One of the oldest theorems about sphere packing was proved by Gauss in 1831, when he showed that the f.c.c. is the densest lattice packing of spheres. Szpiro attempts to reproduce Gauss's proof, but makes a mess of it. For example, on page 255 the determinant needs to be negated, and denoted by a new symbol, Δ, say. Then six occurrences of the letter D on that page need to be changed to Δ. Similar repairs are needed on the next page.

The book hardly mentions one of the main reasons for studying the packing of spheres: its application to digital communications. From the communication theorist's viewpoint, Hales' result on three-dimensional sphere packing is just the beginning of the story. One of the fundamental questions in communication theory is to determine the densest packing of equal balls in multi-dimensional space. A geometrical way of representing signals, which is at the heart of Claude Shannon's mathematical theory of communication, underlies the high-speed modems that we now take for granted.

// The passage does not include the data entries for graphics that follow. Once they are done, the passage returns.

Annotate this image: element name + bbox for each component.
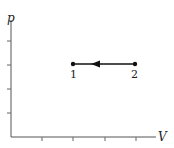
p-axis-ticks [7, 41, 11, 113]
v-axis-ticks [42, 137, 136, 141]
p-axis-label: p [7, 11, 15, 25]
state-label-2: 2 [131, 68, 138, 81]
state-point-2 [133, 62, 137, 66]
pv-diagram: p V 1 2 [0, 0, 174, 148]
state-label-1: 1 [70, 68, 77, 81]
v-axis-label: V [158, 130, 168, 144]
arrow-left-icon [91, 61, 100, 68]
state-point-1 [71, 62, 75, 66]
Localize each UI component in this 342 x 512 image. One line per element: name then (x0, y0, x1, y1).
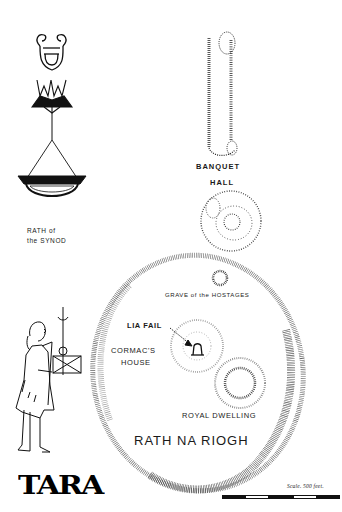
standing-stone-icon (191, 344, 204, 355)
lia-fail-label: LIA FAIL (127, 321, 162, 330)
cormacs-house-label-line2: HOUSE (121, 358, 151, 367)
grave-of-hostages-mound (213, 271, 227, 285)
tara-map: BANQUET HALL RATH of the SYNOD GRAVE of … (0, 0, 342, 512)
rath-na-riogh-enclosure (78, 242, 319, 505)
royal-dwelling-rings (215, 358, 265, 408)
rath-synod-label-line2: the SYNOD (27, 237, 66, 244)
royal-dwelling-label: ROYAL DWELLING (182, 411, 256, 420)
lyre-icon (37, 35, 66, 70)
scale-bar (222, 495, 340, 499)
map-title: TARA (18, 470, 102, 500)
hanging-lamp-icon (18, 113, 86, 196)
scale-label: Scale. 500 feet. (287, 483, 324, 489)
banquet-hall-label-line2: HALL (210, 178, 234, 187)
rath-synod-label: RATH of (27, 227, 56, 234)
cormacs-house-rings (171, 320, 223, 372)
rath-na-riogh-label: RATH NA RIOGH (134, 433, 249, 448)
banquet-hall-label: BANQUET (196, 162, 240, 171)
rath-synod-rings (201, 191, 261, 251)
standing-figure-with-scales-icon (16, 307, 81, 452)
grave-hostages-label: GRAVE of the HOSTAGES (165, 292, 249, 298)
lily-crown-icon (32, 80, 72, 113)
banquet-hall-outline (209, 32, 237, 155)
cormacs-house-label: CORMAC'S (111, 346, 156, 355)
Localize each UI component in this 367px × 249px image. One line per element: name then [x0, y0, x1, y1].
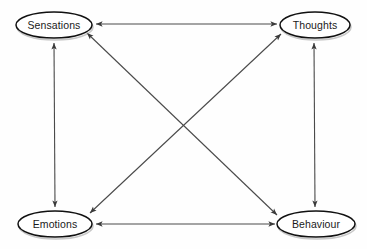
cbt-cycle-diagram: Sensations Thoughts Emotions Behaviour — [0, 0, 367, 249]
sensations-label: Sensations — [28, 19, 81, 31]
connector-thoughts-behaviour[interactable] — [314, 43, 315, 207]
node-behaviour[interactable]: Behaviour — [277, 211, 356, 239]
diagram-canvas: Sensations Thoughts Emotions Behaviour — [0, 0, 367, 249]
behaviour-label: Behaviour — [292, 218, 341, 230]
node-emotions[interactable]: Emotions — [18, 211, 93, 239]
node-sensations[interactable]: Sensations — [16, 12, 93, 40]
connector-thoughts-emotions[interactable] — [90, 34, 281, 213]
connections-group — [54, 24, 315, 224]
connector-sensations-behaviour[interactable] — [87, 33, 277, 215]
emotions-label: Emotions — [33, 218, 78, 230]
connector-sensations-emotions[interactable] — [54, 43, 55, 207]
thoughts-label: Thoughts — [293, 19, 338, 31]
node-thoughts[interactable]: Thoughts — [280, 12, 351, 40]
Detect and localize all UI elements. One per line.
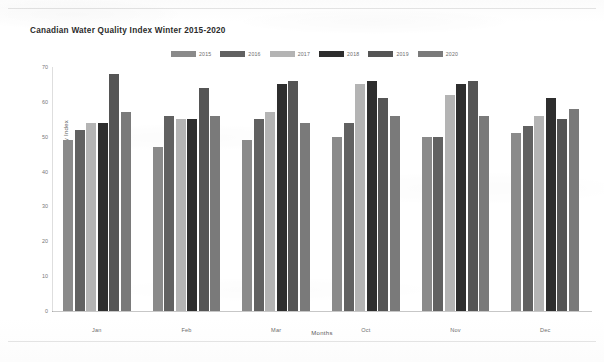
bar-jan-2016[interactable] <box>75 130 85 311</box>
bar-mar-2016[interactable] <box>254 119 264 311</box>
bar-feb-2015[interactable] <box>153 147 163 311</box>
bar-feb-2016[interactable] <box>164 116 174 311</box>
bar-dec-2020[interactable] <box>569 109 579 311</box>
bar-jan-2017[interactable] <box>86 123 96 311</box>
bar-feb-2020[interactable] <box>210 116 220 311</box>
bar-group-oct: Oct <box>321 67 411 311</box>
x-axis-title: Months <box>52 330 592 336</box>
bar-feb-2019[interactable] <box>199 88 209 311</box>
y-tick-60: 60 <box>26 99 48 105</box>
bar-mar-2020[interactable] <box>300 123 310 311</box>
bar-groups: JanFebMarOctNovDec <box>52 67 590 311</box>
bar-oct-2017[interactable] <box>355 84 365 311</box>
x-axis-line <box>52 311 592 312</box>
bar-oct-2018[interactable] <box>367 81 377 311</box>
bar-dec-2018[interactable] <box>546 98 556 311</box>
bar-mar-2018[interactable] <box>277 84 287 311</box>
y-tick-20: 20 <box>26 238 48 244</box>
bar-group-jan: Jan <box>52 67 142 311</box>
bar-jan-2018[interactable] <box>98 123 108 311</box>
bar-nov-2015[interactable] <box>422 137 432 311</box>
bar-oct-2019[interactable] <box>378 98 388 311</box>
bar-jan-2020[interactable] <box>121 112 131 311</box>
bar-feb-2017[interactable] <box>176 119 186 311</box>
bar-dec-2016[interactable] <box>523 126 533 311</box>
bar-nov-2017[interactable] <box>445 95 455 311</box>
y-tick-40: 40 <box>26 169 48 175</box>
bar-oct-2015[interactable] <box>332 137 342 311</box>
bar-oct-2016[interactable] <box>344 123 354 311</box>
y-tick-0: 0 <box>26 308 48 314</box>
bar-feb-2018[interactable] <box>187 119 197 311</box>
bar-group-mar: Mar <box>231 67 321 311</box>
bar-jan-2015[interactable] <box>63 140 73 311</box>
bar-nov-2019[interactable] <box>468 81 478 311</box>
y-tick-70: 70 <box>26 64 48 70</box>
bar-jan-2019[interactable] <box>109 74 119 311</box>
bar-group-nov: Nov <box>411 67 501 311</box>
y-tick-30: 30 <box>26 203 48 209</box>
y-tick-10: 10 <box>26 273 48 279</box>
bar-dec-2017[interactable] <box>534 116 544 311</box>
bar-dec-2015[interactable] <box>511 133 521 311</box>
bar-group-feb: Feb <box>142 67 232 311</box>
plot-area: Canadian Water Quality Index JanFebMarOc… <box>52 67 590 311</box>
bar-mar-2019[interactable] <box>288 81 298 311</box>
bar-mar-2017[interactable] <box>265 112 275 311</box>
bar-nov-2016[interactable] <box>433 137 443 311</box>
bar-mar-2015[interactable] <box>242 140 252 311</box>
y-tick-50: 50 <box>26 134 48 140</box>
bar-nov-2018[interactable] <box>456 84 466 311</box>
bar-dec-2019[interactable] <box>557 119 567 311</box>
bar-oct-2020[interactable] <box>390 116 400 311</box>
bar-nov-2020[interactable] <box>479 116 489 311</box>
bar-group-dec: Dec <box>500 67 590 311</box>
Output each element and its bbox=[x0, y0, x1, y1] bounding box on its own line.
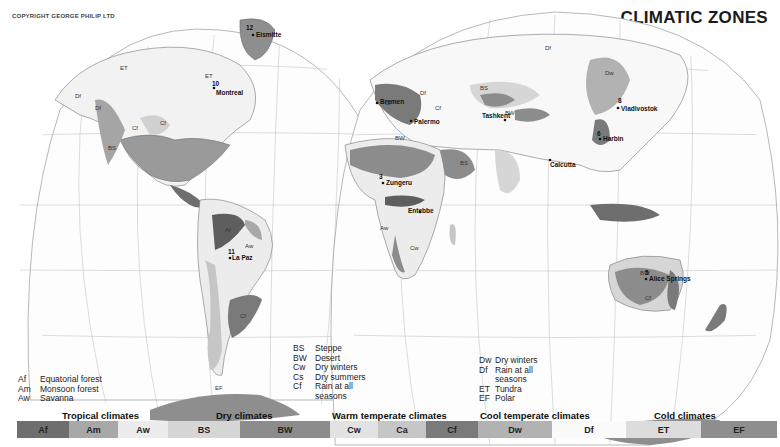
svg-text:BS: BS bbox=[108, 145, 116, 151]
svg-text:Cf: Cf bbox=[160, 120, 166, 126]
legend-seg-af: Af bbox=[17, 421, 69, 438]
legend-seg-et: ET bbox=[626, 421, 701, 438]
city-entebbe: Entebbe bbox=[408, 207, 434, 214]
svg-text:11: 11 bbox=[228, 248, 235, 255]
svg-text:BW: BW bbox=[395, 135, 405, 141]
svg-text:ET: ET bbox=[205, 73, 213, 79]
city-eismitte: Eismitte bbox=[256, 31, 282, 38]
svg-text:10: 10 bbox=[212, 80, 220, 87]
city-alice-springs: Alice Springs bbox=[649, 275, 691, 283]
eastern-hemisphere-lobe: DfDwDf BSCfCf BWBSCf BWAwCw EFBW Bremen … bbox=[331, 12, 780, 445]
key-tropical: AfEquatorial forest AmMonsoon forest AwS… bbox=[18, 375, 102, 404]
svg-text:6: 6 bbox=[597, 130, 601, 137]
key-dry-warm: BSSteppe BWDesert CwDry winters CsDry su… bbox=[293, 344, 366, 401]
svg-text:BS: BS bbox=[480, 85, 488, 91]
legend-seg-cw: Cw bbox=[330, 421, 378, 438]
svg-text:ET: ET bbox=[120, 65, 128, 71]
svg-text:Af: Af bbox=[225, 227, 231, 233]
legend-group-dry: Dry climates bbox=[216, 410, 273, 421]
svg-text:Cf: Cf bbox=[435, 105, 441, 111]
legend-group-warm-temperate: Warm temperate climates bbox=[332, 410, 447, 421]
svg-text:Df: Df bbox=[95, 105, 101, 111]
legend-seg-bs: BS bbox=[168, 421, 240, 438]
city-vladivostok: Vladivostok bbox=[621, 105, 658, 112]
legend-seg-df: Df bbox=[552, 421, 626, 438]
city-calcutta: Calcutta bbox=[550, 161, 576, 168]
legend-group-tropical: Tropical climates bbox=[62, 410, 139, 421]
legend-group-cold: Cold climates bbox=[654, 410, 716, 421]
svg-text:Cf: Cf bbox=[645, 295, 651, 301]
svg-text:5: 5 bbox=[645, 269, 649, 276]
city-harbin: Harbin bbox=[603, 135, 624, 142]
key-cool-cold: DwDry winters DfRain at all seasons ETTu… bbox=[479, 356, 538, 404]
legend-group-cool-temperate: Cool temperate climates bbox=[480, 410, 590, 421]
svg-text:8: 8 bbox=[618, 97, 622, 104]
svg-text:BS: BS bbox=[460, 160, 468, 166]
legend-seg-dw: Dw bbox=[478, 421, 552, 438]
svg-text:Df: Df bbox=[75, 93, 81, 99]
legend-seg-ca: Ca bbox=[378, 421, 426, 438]
svg-text:Df: Df bbox=[545, 45, 551, 51]
city-tashkent: Tashkent bbox=[482, 112, 511, 119]
world-map: ETDfDf ETCfBS CfCfAw AfEF Eismitte 12 Mo… bbox=[0, 0, 780, 447]
city-la-paz: La Paz bbox=[232, 254, 253, 261]
legend-seg-bw: BW bbox=[240, 421, 330, 438]
svg-text:12: 12 bbox=[246, 24, 254, 31]
svg-text:Df: Df bbox=[420, 90, 426, 96]
svg-text:Aw: Aw bbox=[245, 243, 254, 249]
svg-text:Dw: Dw bbox=[605, 70, 614, 76]
legend-seg-ef: EF bbox=[701, 421, 777, 438]
svg-text:Aw: Aw bbox=[380, 225, 389, 231]
svg-text:3: 3 bbox=[379, 173, 383, 180]
legend-seg-cf: Cf bbox=[426, 421, 478, 438]
city-bremen: Bremen bbox=[380, 98, 404, 105]
svg-text:EF: EF bbox=[215, 385, 223, 391]
city-montreal: Montreal bbox=[216, 89, 243, 96]
svg-text:Cf: Cf bbox=[132, 125, 138, 131]
svg-text:Cw: Cw bbox=[410, 245, 419, 251]
city-zungeru: Zungeru bbox=[386, 179, 412, 187]
svg-text:Cf: Cf bbox=[240, 313, 246, 319]
legend-seg-am: Am bbox=[69, 421, 118, 438]
legend-bar: Af Am Aw BS BW Cw Ca Cf Dw Df ET EF bbox=[17, 421, 777, 438]
city-palermo: Palermo bbox=[414, 118, 440, 125]
legend-seg-aw: Aw bbox=[118, 421, 168, 438]
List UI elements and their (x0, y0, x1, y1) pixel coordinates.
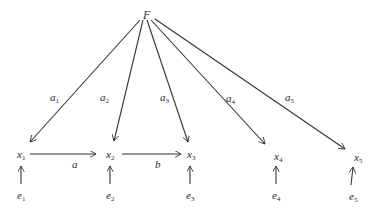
path-label-b: b (155, 158, 161, 170)
edge-f-x1 (30, 20, 140, 142)
var-x5: x5 (353, 151, 363, 165)
loading-labels: a1 a2 a3 a4 a5 (50, 91, 295, 106)
var-x1: x1 (16, 148, 26, 162)
edge-e5-x5 (351, 167, 353, 185)
path-diagram: F x1 x2 x3 x4 x5 e1 e2 e3 e4 e5 a1 a2 a3… (0, 0, 379, 214)
path-label-a: a (72, 158, 78, 170)
loading-a1: a1 (50, 91, 60, 105)
err-e4: e4 (272, 189, 281, 203)
edge-f-x2 (114, 20, 143, 141)
err-e5: e5 (349, 190, 358, 204)
loading-a5: a5 (285, 91, 295, 105)
loading-a3: a3 (160, 91, 170, 105)
variable-labels: x1 x2 x3 x4 x5 (16, 148, 363, 165)
error-labels: e1 e2 e3 e4 e5 (17, 189, 358, 204)
err-e1: e1 (17, 189, 26, 203)
loading-a2: a2 (100, 91, 110, 105)
loading-a4: a4 (226, 92, 236, 106)
err-e2: e2 (106, 189, 115, 203)
var-x2: x2 (105, 148, 115, 162)
err-e3: e3 (186, 189, 195, 203)
var-x4: x4 (273, 150, 283, 164)
factor-label: F (142, 8, 151, 22)
var-x3: x3 (186, 148, 196, 162)
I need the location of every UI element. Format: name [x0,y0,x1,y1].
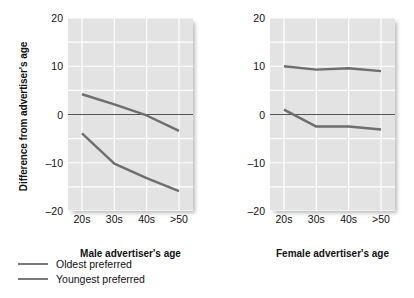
x-axis-ticks-male: 20s30s40s>50 [68,213,193,227]
x-tick-label: 30s [308,213,325,225]
plot-area-male [68,18,193,211]
x-axis-title-female: Female advertiser's age [248,248,414,259]
plot-lines-female [270,18,395,211]
plot-lines-male [68,18,193,211]
panel-female: 20100–10–20 20s30s40s>50 Female advertis… [270,18,395,211]
y-tick-label: 10 [253,60,265,72]
x-tick-label: >50 [372,213,390,225]
legend-line-icon-youngest [18,278,48,280]
chart-legend: Oldest preferred Youngest preferred [18,256,248,286]
y-tick-label: 0 [57,109,63,121]
legend-item-oldest: Oldest preferred [18,256,248,271]
legend-item-youngest: Youngest preferred [18,271,248,286]
chart-figure: Difference from advertiser's age 20100–1… [0,0,414,298]
x-tick-label: 30s [106,213,123,225]
x-tick-label: 20s [276,213,293,225]
y-tick-label: –20 [247,205,265,217]
legend-label-youngest: Youngest preferred [56,273,145,285]
x-tick-label: 20s [74,213,91,225]
y-axis-title: Difference from advertiser's age [18,12,29,222]
panel-male: 20100–10–20 20s30s40s>50 Male advertiser… [68,18,193,211]
x-axis-ticks-female: 20s30s40s>50 [270,213,395,227]
x-tick-label: 40s [340,213,357,225]
y-tick-label: 20 [51,12,63,24]
y-tick-label: –10 [247,157,265,169]
legend-line-icon-oldest [18,263,48,265]
y-tick-label: –10 [45,157,63,169]
legend-label-oldest: Oldest preferred [56,258,132,270]
y-tick-label: –20 [45,205,63,217]
x-tick-label: >50 [170,213,188,225]
y-tick-label: 10 [51,60,63,72]
y-tick-label: 0 [259,109,265,121]
y-tick-label: 20 [253,12,265,24]
x-tick-label: 40s [138,213,155,225]
plot-area-female [270,18,395,211]
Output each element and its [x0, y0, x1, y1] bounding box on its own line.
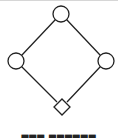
node-left-circle — [8, 53, 24, 69]
edge-left-bottom — [22, 67, 58, 103]
diagram-caption: ▀▀▀ ▀▀▀▀▀▀ — [0, 133, 118, 138]
hasse-diagram — [0, 0, 118, 138]
caption-text: ▀▀▀ ▀▀▀▀▀▀ — [21, 135, 96, 138]
edge-top-left — [22, 20, 56, 56]
node-right-circle — [98, 53, 114, 69]
edge-right-bottom — [67, 67, 101, 103]
edge-top-right — [67, 20, 101, 56]
node-top-circle — [53, 6, 69, 22]
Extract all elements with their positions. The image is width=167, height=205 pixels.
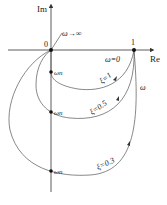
- curve-label-xi-1: ξ=1: [98, 71, 114, 86]
- curve-label-xi-0-5: ξ=0.5: [88, 98, 109, 116]
- omega-n-point-xi-0-5: [49, 110, 53, 114]
- origin-point: [49, 48, 53, 52]
- curve-xi-1: [51, 50, 134, 90]
- omega-direction-label: ω: [140, 83, 146, 92]
- omega-infinity-leader: [51, 33, 62, 50]
- arrow-xi-1: [113, 76, 117, 81]
- omega-n-label-1: ωn: [54, 69, 63, 77]
- arrow-xi-0-3: [127, 141, 130, 146]
- omega-infinity-label: ω→∞: [62, 29, 82, 38]
- real-axis-label: Re: [150, 54, 160, 64]
- arrow-xi-0-5: [116, 96, 119, 101]
- omega-n-point-xi-0-3: [49, 169, 53, 173]
- unit-point: [132, 48, 136, 52]
- omega-n-label-2: ωn: [54, 109, 63, 117]
- nyquist-diagram: Im Re 0 1 ω→∞ ω=0 ξ=1 ξ=0.5 ξ=0.3 ω ωn ω…: [0, 0, 167, 205]
- unit-point-label: 1: [131, 38, 135, 47]
- origin-label: 0: [44, 40, 48, 49]
- omega-n-label-3: ωn: [54, 168, 63, 176]
- imag-axis-label: Im: [37, 4, 47, 14]
- curve-label-xi-0-3: ξ=0.3: [95, 156, 116, 172]
- curve-xi-0-3: [9, 50, 136, 175]
- omega-zero-label: ω=0: [105, 55, 120, 64]
- omega-n-point-xi-1: [49, 70, 53, 74]
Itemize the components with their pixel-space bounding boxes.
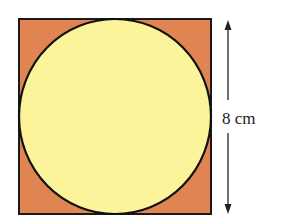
arrow-down-icon — [225, 204, 232, 214]
arrow-up-icon — [225, 20, 232, 30]
dimension-label: 8 cm — [222, 109, 256, 128]
diagram-canvas: 8 cm — [0, 0, 284, 224]
inscribed-circle — [19, 19, 211, 214]
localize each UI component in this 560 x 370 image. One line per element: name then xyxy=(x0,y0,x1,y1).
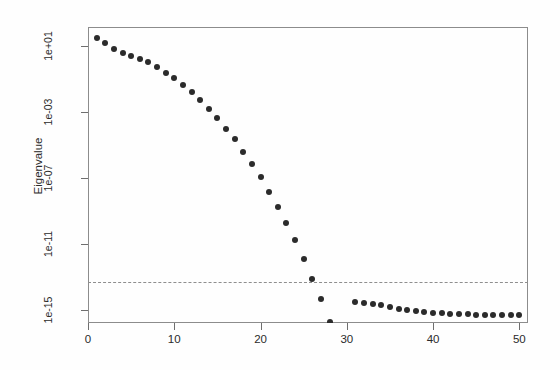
data-point xyxy=(456,311,462,317)
data-point xyxy=(249,161,255,167)
x-tick xyxy=(433,323,434,330)
data-point xyxy=(318,296,324,302)
y-tick-label-wrap: 1e-07 xyxy=(18,171,78,185)
x-tick-label: 50 xyxy=(499,333,539,345)
data-point xyxy=(309,276,315,282)
data-point xyxy=(163,70,169,76)
y-tick xyxy=(81,310,88,311)
data-point xyxy=(292,237,298,243)
threshold-dashed-line xyxy=(88,282,528,283)
y-tick-label-wrap: 1e-15 xyxy=(18,303,78,317)
data-point xyxy=(361,300,367,306)
data-point xyxy=(396,306,402,312)
x-tick-label: 0 xyxy=(68,333,108,345)
data-point xyxy=(120,50,126,56)
data-points-layer xyxy=(88,27,528,323)
x-tick-label: 10 xyxy=(154,333,194,345)
data-point xyxy=(171,75,177,81)
x-tick xyxy=(347,323,348,330)
y-tick xyxy=(81,244,88,245)
data-point xyxy=(154,64,160,70)
data-point xyxy=(266,189,272,195)
data-point xyxy=(465,311,471,317)
data-point xyxy=(378,302,384,308)
y-tick-label: 1e+01 xyxy=(41,16,55,76)
data-point xyxy=(283,220,289,226)
y-tick-label: 1e-15 xyxy=(41,280,55,340)
y-tick-label: 1e-11 xyxy=(41,214,55,274)
x-tick xyxy=(88,323,89,330)
x-tick xyxy=(519,323,520,330)
data-point xyxy=(197,97,203,103)
data-point xyxy=(189,89,195,95)
data-point xyxy=(301,256,307,262)
y-tick-label-wrap: 1e-11 xyxy=(18,237,78,251)
x-tick xyxy=(174,323,175,330)
scree-plot-figure: Eigenvalue 1e+011e-031e-071e-111e-15 010… xyxy=(0,0,560,370)
x-tick-label: 30 xyxy=(327,333,367,345)
data-point xyxy=(232,136,238,142)
data-point xyxy=(508,312,514,318)
data-point xyxy=(404,307,410,313)
data-point xyxy=(413,308,419,314)
data-point xyxy=(482,312,488,318)
x-tick-label: 40 xyxy=(413,333,453,345)
data-point xyxy=(137,56,143,62)
data-point xyxy=(214,115,220,121)
data-point xyxy=(145,59,151,65)
data-point xyxy=(111,46,117,52)
x-tick xyxy=(261,323,262,330)
data-point xyxy=(258,174,264,180)
data-point xyxy=(387,304,393,310)
data-point xyxy=(473,312,479,318)
y-tick xyxy=(81,46,88,47)
data-point xyxy=(370,301,376,307)
y-tick-label: 1e-03 xyxy=(41,82,55,142)
data-point xyxy=(447,311,453,317)
data-point xyxy=(421,309,427,315)
x-tick-label: 20 xyxy=(241,333,281,345)
data-point xyxy=(180,82,186,88)
data-point xyxy=(240,149,246,155)
data-point xyxy=(490,312,496,318)
data-point xyxy=(327,319,333,323)
data-point xyxy=(439,310,445,316)
y-tick xyxy=(81,112,88,113)
data-point xyxy=(206,106,212,112)
data-point xyxy=(128,53,134,59)
data-point xyxy=(499,312,505,318)
y-tick-label-wrap: 1e+01 xyxy=(18,39,78,53)
y-tick xyxy=(81,178,88,179)
data-point xyxy=(275,204,281,210)
data-point xyxy=(352,299,358,305)
data-point xyxy=(430,310,436,316)
data-point xyxy=(102,40,108,46)
data-point xyxy=(223,126,229,132)
y-tick-label-wrap: 1e-03 xyxy=(18,105,78,119)
y-tick-label: 1e-07 xyxy=(41,148,55,208)
data-point xyxy=(94,35,100,41)
data-point xyxy=(516,312,522,318)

Szpiro mentions this subject only briefly, in the final chapter, but the discussion is marred by another error. He describes the following problem as a far-fetched application of packing problems (it is actually a standard type of problem in error-correcting codes). The problem is to find as many strings of ten decimal digits as possible, subject to the constraint that any two of the strings must differ by at least two units in each position. He misuses the known bounds on the density of sphere packing in ten-dimensional space to conclude that “at least 400,000,000 signals can be represented, which is sufficient for all words in all languages of the globe”. However, the correct answer is not 400,000,000, but 5.

One can only admire Szpiro's valiant attempts to explain the different approaches used by Richard Buckminster Fuller, Wu-Yi Hsiang and Hales in their attacks on the problem (although the serious reader would do better to read Hales' own descriptions). Szpiro's discussion of the arguments between the protagonists is certainly entertaining. He illustrates them with a quotation from Henry Kissinger, who “was once asked why departmental fights are so violent, why back-stabbing is so common among academic colleagues. His answer was short and to the point: 'Because the stakes are so small'.” Typically, not quite relevant, but a good story.

As long as readers skip over the technical sections, the book can be recommended as a readable and informative account of a fascinating chapter in the history of geometry.